Talks about the new round, which have been ongoing for more than a month, follow Pocket FM recently securing about $100 million in a separate round of funding from Lightspeed Venture Partners, the sources said, requesting anonymity as details are not yet available. public.
TechCrunch reported on Lightspeed Venture Partners committing to invest in Pocket FM last year. The Bengaluru-based startup’s talks with ADIA and the closing of its recent round not previously reported.
The funding talks follow rapid revenue growth at the Indian startup, which offers serialized and non-fiction content spanning genres such as romance, self-help and motivational. Its annual revenue run rate by the end of last year had topped $160 million, TechCrunch previously reported, a six- to sevenfold increase over a year ago.
ADIA and Pocket FM have yet to reach an agreement, so the talks may end up not materializing in an investment, people familiar with the matter warned. ADIA did not immediately respond to a request for comment, while Pocket FM said it refrained from commenting on market speculation.
Pocket FM — which also counts Tencent, Tanglin and Times Internet among its backers — had publicly set a target of reaching $100 million in ARR by the end of 2023.
Indian startups saw a significant drop in large-scale funding rounds last year, as prominent crossover funds including Tiger Global and SoftBank reduced their investments in India and other markets, while many well-known India-focused funds turned their attention to early support startups scene, Bain said this week.

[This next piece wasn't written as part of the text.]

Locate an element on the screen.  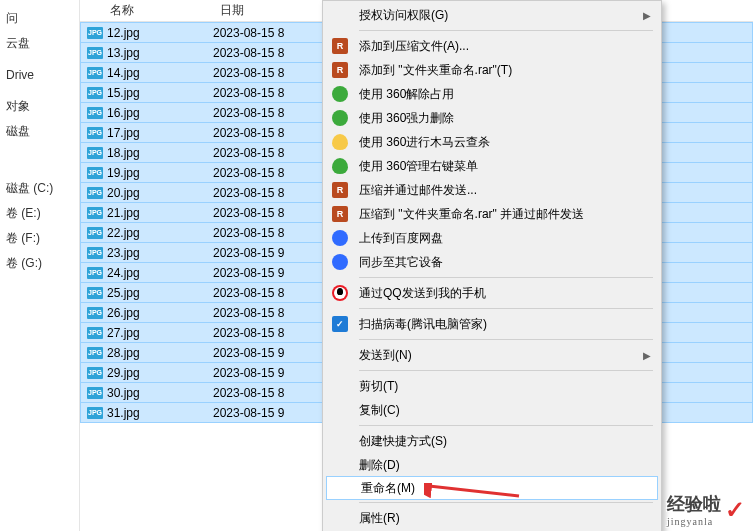
sidebar-item: 磁盘 (C:) is located at coordinates (40, 188).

Several sovereign wealth funds, including ADIA, Temasek, GIC and Qatar Investment Authority, increased the pace of their investments last year, cutting large check sizes to start-ups such as PhonePe, Lenskart and PharmEasy.

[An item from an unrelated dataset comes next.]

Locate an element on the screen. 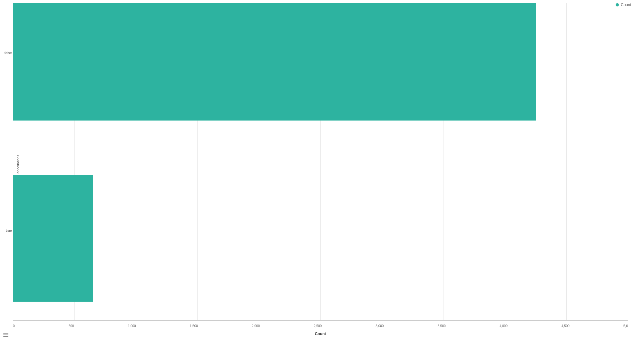  x-axis-line is located at coordinates (320, 320).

Pocket FM’s expansion into the US and offering customers a non-subscription, pay-as-you-go offering has proven particularly successful. Pocket FM operates on a freemium model, leveraging long-form episodic storytelling to give users the option to pay only for the content they prefer rather than the entire library.
This approach allowed the startup to offer free access to episodes every 24 hours, with a fee for additional content. Since early 2022, the platform has used a microtransaction model, enabling users to purchase coins in local currency to redeem for episodes beyond the free limit. On average, listeners spend more than 110 minutes daily on the platform, TechCrunch previously reported.
The startup announced last month that it would invest $40 million to develop its online reading platform Pocket Novel. More than 90,000 writers had signed up for the app in less than a month, Pocket FM co-founder Rohan Nayak He wrote on LinkedIn this week.